Every major cloud provider runs Linux underneath. Every container starts from a Linux base image. Every automation script eventually runs on a Linux box. You don't need to memorize everything — but you need to be comfortable enough to find your way around any system under pressure.

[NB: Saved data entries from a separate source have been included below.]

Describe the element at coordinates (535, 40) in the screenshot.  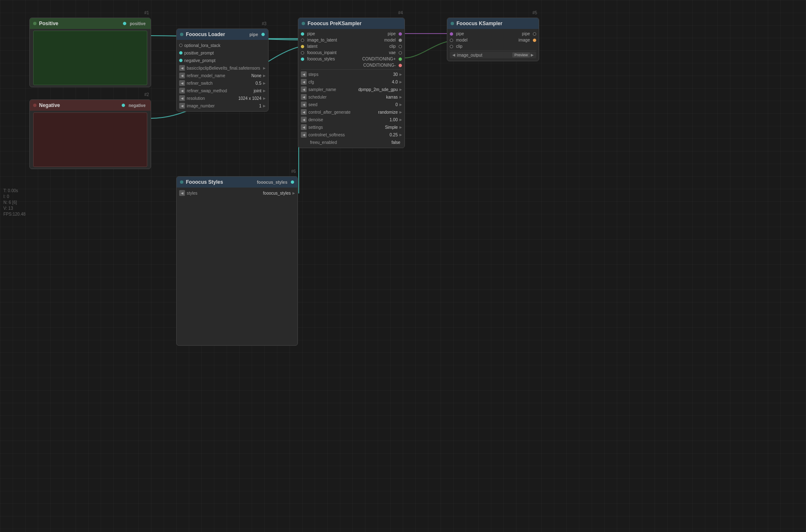
I see `port-k-image-out` at that location.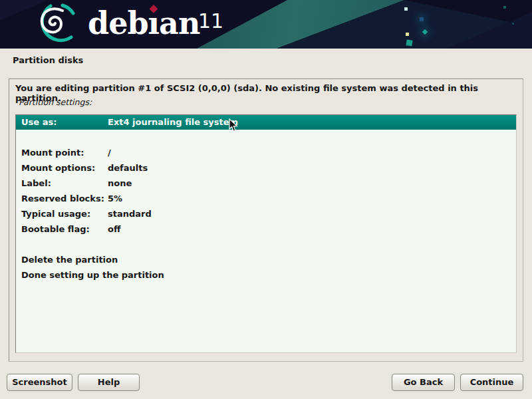 Image resolution: width=532 pixels, height=399 pixels. What do you see at coordinates (58, 25) in the screenshot?
I see `debian-logo` at bounding box center [58, 25].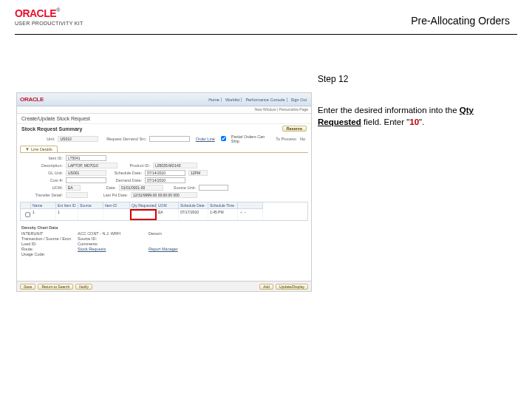  I want to click on item-field: LT5041, so click(86, 158).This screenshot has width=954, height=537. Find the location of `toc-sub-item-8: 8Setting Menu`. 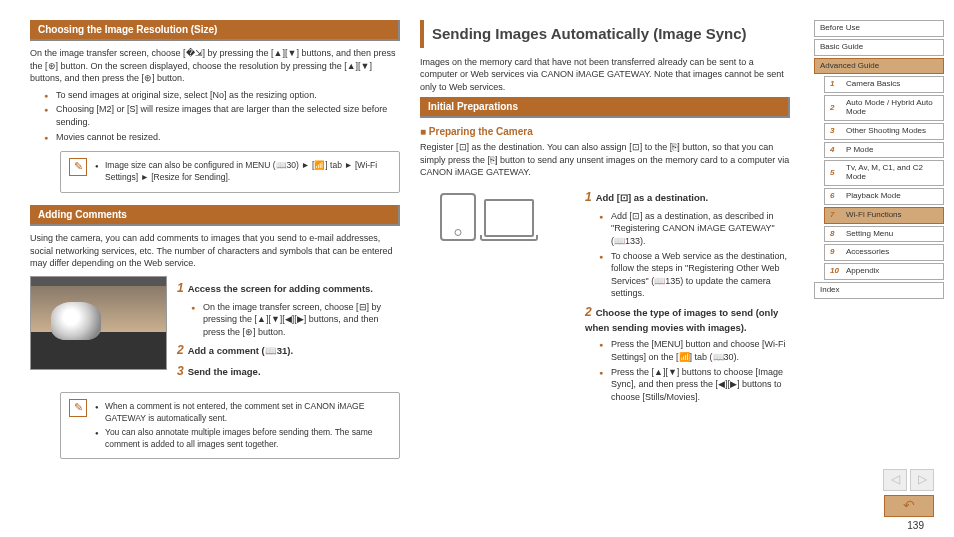

toc-sub-item-8: 8Setting Menu is located at coordinates (884, 234).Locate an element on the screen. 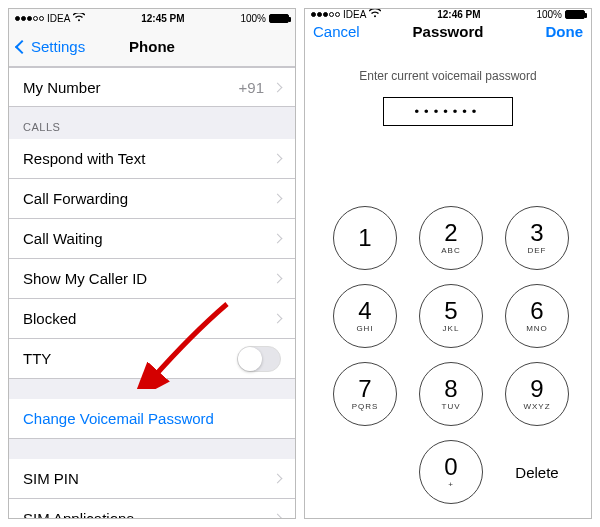 The image size is (600, 527). done-button: Done is located at coordinates (565, 32).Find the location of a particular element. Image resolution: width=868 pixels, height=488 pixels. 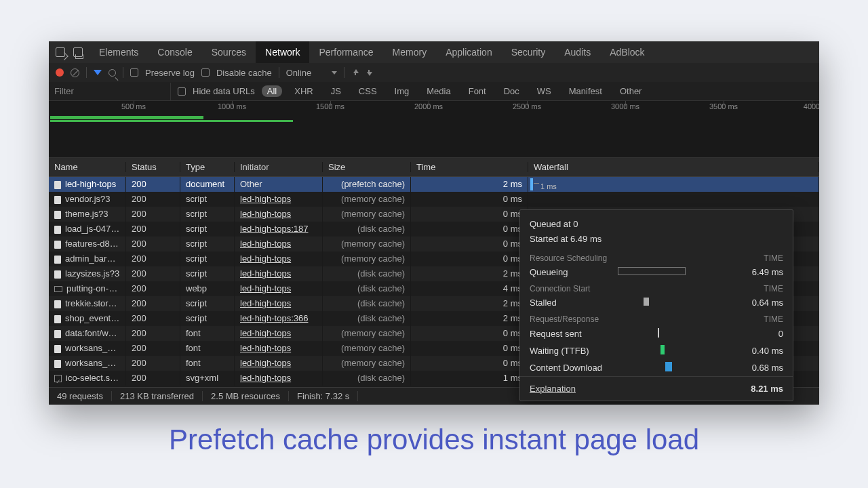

Here are the commands I reach for every single day.

File System Navigation

# Where am I?
pwd

# List files with details, including hidden files
ls -la

# Navigate
cd /var/log
cd ~        # go home
cd -        # go back to previous directory

# Find files
find /etc -name "*.conf" -type f
find / -name "nginx.conf" 2>/dev/null

# Search file contents
grep -r "ERROR" /var/log/app/
grep -n "ConnectionRefused" app.log   # show line numbers

Process Management

# See what's running
ps aux | grep nginx
top          # live process view
htop         # better live view (install separately)

# Kill a process
kill -9 1234
pkill nginx

# Background jobs
./long-running-script.sh &
jobs          # list background jobs
fg %1         # bring job 1 to foreground

# Check what's listening on a port
ss -tlnp | grep :80
lsof -i :8080

Disk and Memory

# Disk usage
df -h                    # disk space by filesystem
du -sh /var/log/*        # size of each item in /var/log
du -sh * | sort -rh      # sorted by size, largest first

# Memory
free -h
cat /proc/meminfo | head -5

Networking

# Test connectivity
ping -c 4 google.com
curl -I https://devopspack.com    # check HTTP headers
wget -q -O /dev/null https://example.com  # download test

# DNS lookup
dig devopspack.com
nslookup devopspack.com

# Network interfaces
ip addr show
ip route show

# Firewall (Ubuntu/Debian)
ufw status
ufw allow 443/tcp

Log Analysis

# Follow a log in real time
tail -f /var/log/nginx/access.log

# Last 100 lines
tail -n 100 /var/log/syslog

# Search and count errors in the last hour
journalctl --since "1 hour ago" | grep -c ERROR

# Count occurrences
cat access.log | awk '{print $1}' | sort | uniq -c | sort -rn | head -10

System Administration

# Services (systemd)
systemctl status nginx
systemctl restart nginx
systemctl enable nginx    # start on boot
journalctl -u nginx -f    # follow nginx logs

# User management
useradd -m -s /bin/bash deployuser
passwd deployuser
usermod -aG sudo deployuser

# Permissions
chmod 755 script.sh
chmod 600 ~/.ssh/id_rsa   # private key must be 600
chown -R www-data:www-data /var/www/html

Useful One-Liners

# Check SSL certificate expiry
echo | openssl s_client -connect devopspack.com:443 2>/dev/null | openssl x509 -noout -dates

# Monitor file changes in real time
watch -n 2 "df -h"

# Find largest files
find / -type f -printf '%s %p\n' 2>/dev/null | sort -rn | head -10

# Extract a tar archive
tar -xzf archive.tar.gz -C /destination/

# Create a tar archive
tar -czf backup-$(date +%Y%m%d).tar.gz /path/to/backup/

These commands are your daily toolkit. The more you use them, the more they become second nature — and the faster you'll be able to diagnose and fix issues when things go wrong at 2am.